One of his articles is about Cap Weinberger. It's very clear that he loved the man dearly and that he learned much from him.
An interesting phenomenon is when you are driving from Nashville into east Tennessee on I-40, or go north of Atlanta on Highway 400, or south from Pennsylvania on I-79, you begin to hear bluegrass oriented radio stations along with standard country music fare. On Sundays, you can hear old time Gospel music and even sacred harp type singing along with loud and emotional Pentecostal style worship. Appalachia is clearly different from either the North or the Deep South.
Thank You for the info.
My Great great grandmother was Scottish, they say she came from Ireland. Wondering now if she was an Ulster Scot? Have you any knowledge or info on the last name Adams. Would be greatly appreciated.

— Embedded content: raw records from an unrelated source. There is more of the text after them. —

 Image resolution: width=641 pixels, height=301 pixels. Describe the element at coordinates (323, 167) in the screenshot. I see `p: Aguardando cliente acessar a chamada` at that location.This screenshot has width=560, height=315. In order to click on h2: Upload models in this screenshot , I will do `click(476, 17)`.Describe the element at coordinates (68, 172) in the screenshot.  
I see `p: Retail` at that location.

As I tell my wife, when she asks how I can be such a bull-headed pain in the arse, some of my ancestors were hand-selected by the British to annoy the Irish.

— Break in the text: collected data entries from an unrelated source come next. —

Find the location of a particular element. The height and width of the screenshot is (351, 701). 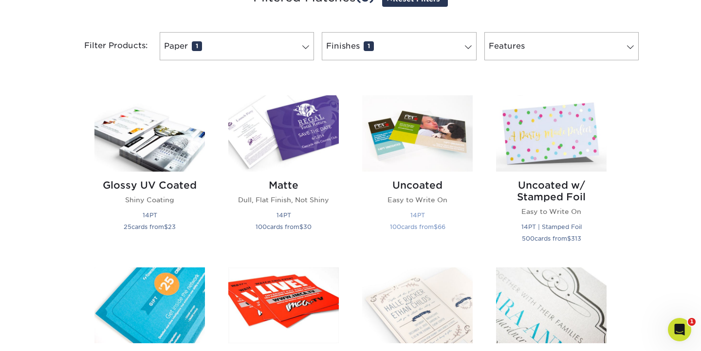

div: Filter Products: is located at coordinates (107, 46).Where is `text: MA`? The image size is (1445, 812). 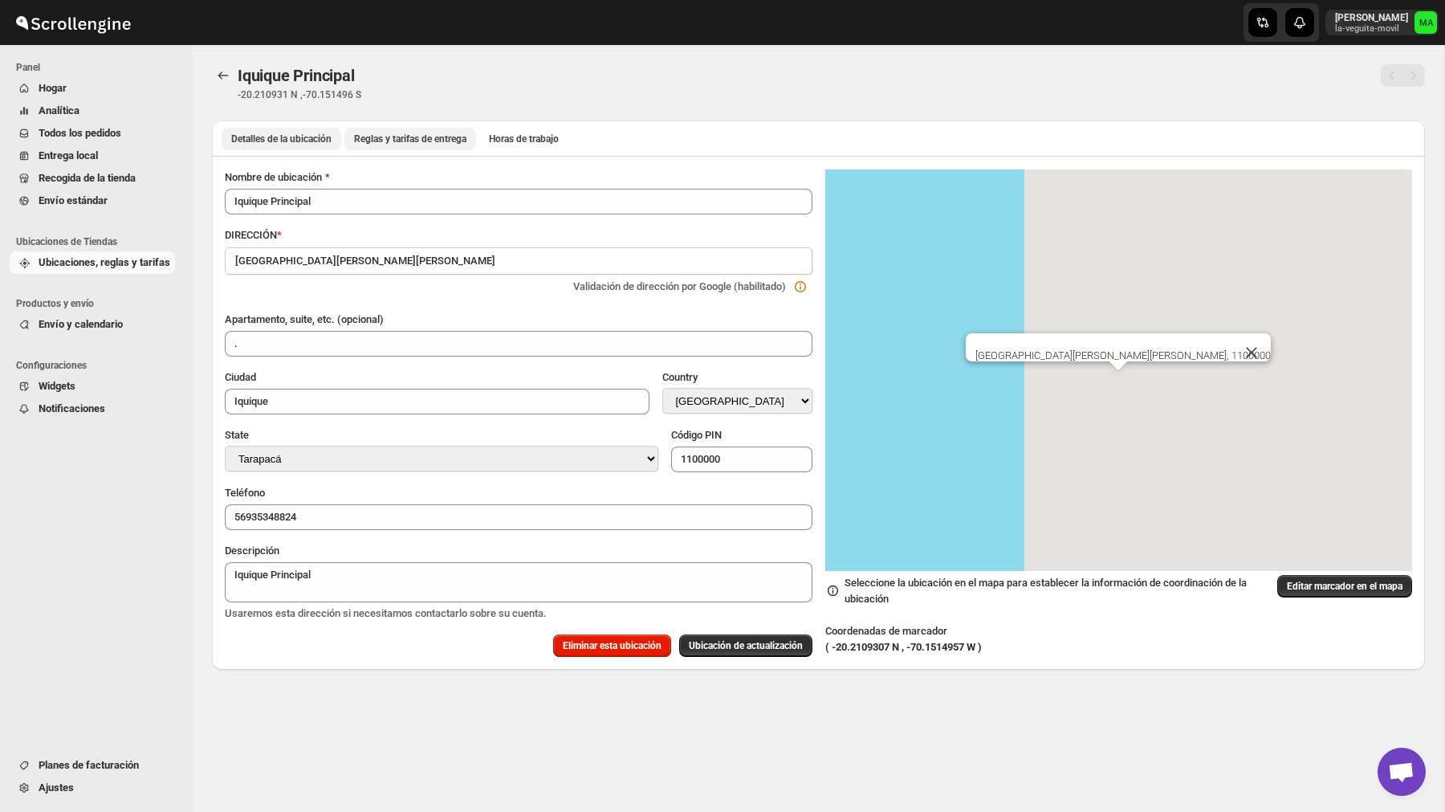 text: MA is located at coordinates (1427, 22).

Per Allen Eckman's "The Frontiersman"
That's funny!!!!
Adams is one of those names that can cut either way. Up in the North of Ireland there are Protestant Adams's and Catholic Adams's. I believe the Catholic ones were probably Mac Adam. The blood lines up there are all mixed up anyway. You have Gerry Adams (head of Sinn Fein--political wing of the IRA) and you have our presidents John Adams and his son John Quincy Adams who were of English background (came to Massachusetts Bay colony in the 1630s). when they speak of Scots-Irish or Ulster Scots they specifically mean the people & their descendants who were planted by James I (some came afterward)in Ulster (an Irish province) after the native Irish chieftains were defeated around 1604. These people were both large landowners (mostly English and Anglican) and small farmers (mostly Scottish and Presbyterian) It was these small farmers who came to North America in the 1700s in droves because the Presbyterian Church was not given full freedom to operate (the Catholics were basically outlawed). These folks formed the backbone of the frontier folk at the time (Appalachian Mts.)and joined George Washington's army in droves.
Very good and informative post!! Keep on trucking!!!
Ulster Scots are Scots that emigrated to northern Ireland during the 1600’s at the invitation or order of King James.
He had driven a lot of Irish off their land in Northern Ireland (or Ulster as it was called) and wanted to give it to Protestant Scots and Englishmen. The Scottish emigrants were lowlanders, or part of the ruling class. The Highlanders, or commoners, were not invited to emigrate but they emigrated later uninvited. In the 1700’s these Scotch-Irish, as they were called, were persecuted by both the Catholics in Ireland and the Anglicans in England (the Scots were Presbyterians). A famine in Ireland plus other problems in the mid 1700’s caused large numbers of Ulster
Scots to emigrate to the colonies. King George III encouraged this with land grants. The Scotch-Irish came in mostly through the port of Charleston, SC and settled in the Carolinas, Virginia, and the Appalachian regions.
They were more than eager to fight the English in the Revolutionary War, and one officer said that these Scots were among General Washington’s best soldiers. The reason I know all of this is because I am a descendant of an Ulster Scot who left County Antrim and arrived in Charleston in 1763 with his wife and children. One of his sons was a revolutionary soldier.